Out by mid 2012 latest. That's 2 years to push for lasting progress and a planned/phased handover/get out.
yank
June 26th, 2010 12:38am Report this commentCameron knows that he'd kill the whole show, if he pushed for an immediate withdrawal, because the US would have to pull out as well. You Brits may not fully realize this, at least not those who called Blair as Bush's poodle, but we would never have invaded Iraq without Brit support, and we won't long be in Afghanistan without it. That may seem a counterintuitive, but I believe it to be true. That's not to blame/credit anybody for anything, and certainly the military power of the US was a necessary portion of both actions, but just to make the point that more than military power is involved here.
Not sure what's best here, but it would be good for the Brits to assemble their best thinking, and get it firmly and quietly communicated to our young president, who is struggling mightily to deal with a job for which he's had precious little training. And yes, however quietly and privately communicated, the unequivocal conditions necessary to retain Brit support must be expressed. Make them good conditions for all of us, please, because we'll all have to live with them (and some will undoubtedly die with them).
Barry
June 26th, 2010 6:46am Report this commentWe misheard; he said five days.
Didn't he?
Alexis
June 26th, 2010 8:16am Report this commentAhmed ... what is it about that phrase "in time for Christmas" / "by Christmas" that I find so irritating?

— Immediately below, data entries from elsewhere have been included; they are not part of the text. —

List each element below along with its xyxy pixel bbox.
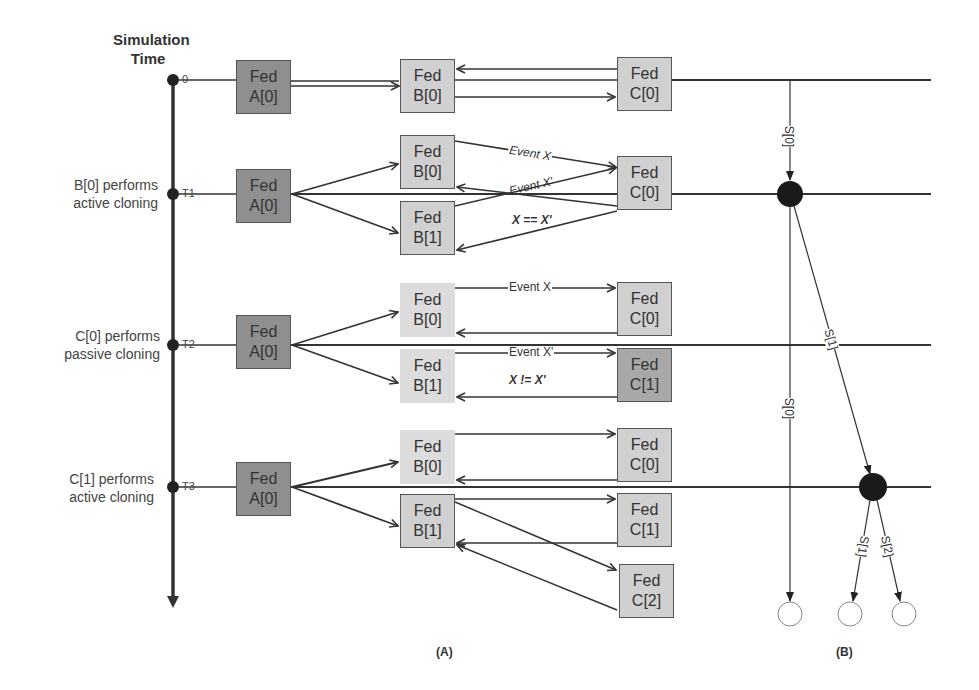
axis-title-line2: Time [113,49,183,68]
row-label-t1-line2: active cloning [20,194,158,212]
fed-label: Fed [414,356,442,376]
fed-label: Fed [631,355,659,375]
fed-a0-row2: Fed A[0] [236,315,291,369]
fed-label: Fed [414,290,442,310]
fed-label: Fed [250,176,278,196]
fed-id: B[0] [413,162,441,182]
edge-label-s0-top: S[0] [782,126,795,147]
fed-c0-row0: Fed C[0] [617,57,672,111]
fed-b1-row2: Fed B[1] [400,349,455,403]
caption-a: (A) [436,645,453,659]
fed-c0-row1: Fed C[0] [617,156,672,210]
fed-b1-row1: Fed B[1] [400,201,455,255]
fed-c1-row2: Fed C[1] [617,348,672,402]
fed-c2-row3: Fed C[2] [619,564,674,618]
axis-title-line1: Simulation [113,30,183,49]
row-label-t2: C[0] performs passive cloning [20,327,160,363]
tick-t3: T3 [182,480,195,492]
fed-label: Fed [250,322,278,342]
fed-label: Fed [250,67,278,87]
fed-b0-row0: Fed B[0] [400,59,455,113]
fed-label: Fed [631,435,659,455]
fed-a0-row1: Fed A[0] [236,169,291,223]
tick-0: 0 [182,73,188,85]
fed-b0-row1: Fed B[0] [400,135,455,189]
inequality-label-row2: X != X' [508,374,547,387]
fed-id: A[0] [249,489,277,509]
row-label-t3: C[1] performs active cloning [20,470,154,506]
fed-c0-row3: Fed C[0] [617,428,672,482]
fed-label: Fed [631,500,659,520]
fed-b0-row3: Fed B[0] [400,430,455,484]
fed-label: Fed [631,289,659,309]
fed-b1-row3: Fed B[1] [400,494,455,548]
row-label-t2-line2: passive cloning [20,345,160,363]
caption-b: (B) [836,645,853,659]
fed-id: A[0] [249,87,277,107]
tick-t1: T1 [182,187,195,199]
row-label-t1: B[0] performs active cloning [20,176,158,212]
fed-id: C[0] [630,84,659,104]
row-label-t3-line2: active cloning [20,488,154,506]
fed-c0-row2: Fed C[0] [617,282,672,336]
fed-id: A[0] [249,196,277,216]
fed-id: B[0] [413,457,441,477]
fed-id: B[1] [413,521,441,541]
fed-id: A[0] [249,342,277,362]
fed-id: B[1] [413,228,441,248]
fed-label: Fed [633,571,661,591]
clone-node-2 [859,473,887,501]
event-x-label-row2: Event X [508,281,552,294]
fed-a0-row0: Fed A[0] [236,60,291,114]
fed-id: C[0] [630,309,659,329]
fed-label: Fed [414,66,442,86]
fed-id: C[1] [630,375,659,395]
edge-label-s0-bottom: S[0] [782,398,795,419]
fed-id: B[1] [413,376,441,396]
axis-title: Simulation Time [113,30,183,68]
fed-c1-row3: Fed C[1] [617,493,672,547]
fed-id: C[2] [632,591,661,611]
equality-label-row1: X == X' [511,214,553,227]
event-xprime-label-row2: Event X' [508,346,554,359]
fed-label: Fed [631,163,659,183]
fed-label: Fed [414,437,442,457]
fed-id: C[0] [630,455,659,475]
fed-label: Fed [414,501,442,521]
fed-a0-row3: Fed A[0] [236,462,291,516]
fed-id: C[0] [630,183,659,203]
fed-id: B[0] [413,86,441,106]
fed-label: Fed [414,208,442,228]
tick-t2: T2 [182,338,195,350]
row-label-t3-line1: C[1] performs [20,470,154,488]
edge-label-s1-leaf: S[1] [854,535,871,558]
clone-node-1 [777,181,803,207]
fed-label: Fed [414,142,442,162]
row-label-t2-line1: C[0] performs [20,327,160,345]
fed-label: Fed [250,469,278,489]
fed-id: B[0] [413,310,441,330]
fed-label: Fed [631,64,659,84]
row-label-t1-line1: B[0] performs [20,176,158,194]
fed-id: C[1] [630,520,659,540]
fed-b0-row2: Fed B[0] [400,283,455,337]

Perhaps it's because it's uttered by people who don't put much thought into what they're saying?
Austin Barry
June 26th, 2010 9:06am Report this commentThe only purpose of this otherwise absurd war is as a live fire training exercise in anticipation of the coming conflicts with Iran and within Pakistan. In which case perhaps the West should just immediately disable the nuclear installations of those lunatic Islamic theocracies and pull out of Afghanistan altogether.
Losing a war of attrition with nonsensical rules of engagement such as 'courageous restraint' just makes the West look weak and silly - which, currently, it is.
Austin Barry
June 26th, 2010 9:19am Report this commentJust as a coda to my last post, I wonder why we're not being told much, if anything, about the current joint Israeli/US exercise 'Juniper Stallion 2010' reported by Debka File?
Time to dig out the tin hats?
Ahmed Khan
June 26th, 2010 9:23am Report this commentAlexis - I cannot see what your point is, but to to clarify:-
Christmas is a universal christian day of clebration. It's always on the 25th day of every December. December is (in case youare from the planet Mars) the 12th month of the christian calender!
When I say by Christmas this means that all our troops need to be out of Afghanistan BEFORE the 25th December 2010.
Should you ALEXIS require any further clarification do not hesitate to contact me.
Desperate Dan
June 26th, 2010 10:39am Report this commentIn answer to a question from a journalist about whether troops would have returned home by the end of the government's 5 year term, David Cameron said something like "That's what I would like". The BBC, the Guardian and the Independent - for their own malign political ends - have chosen to misrepresent his answer by reporting it as though it was a major policy statement delivered in parliament. Please don't join them in the gutter.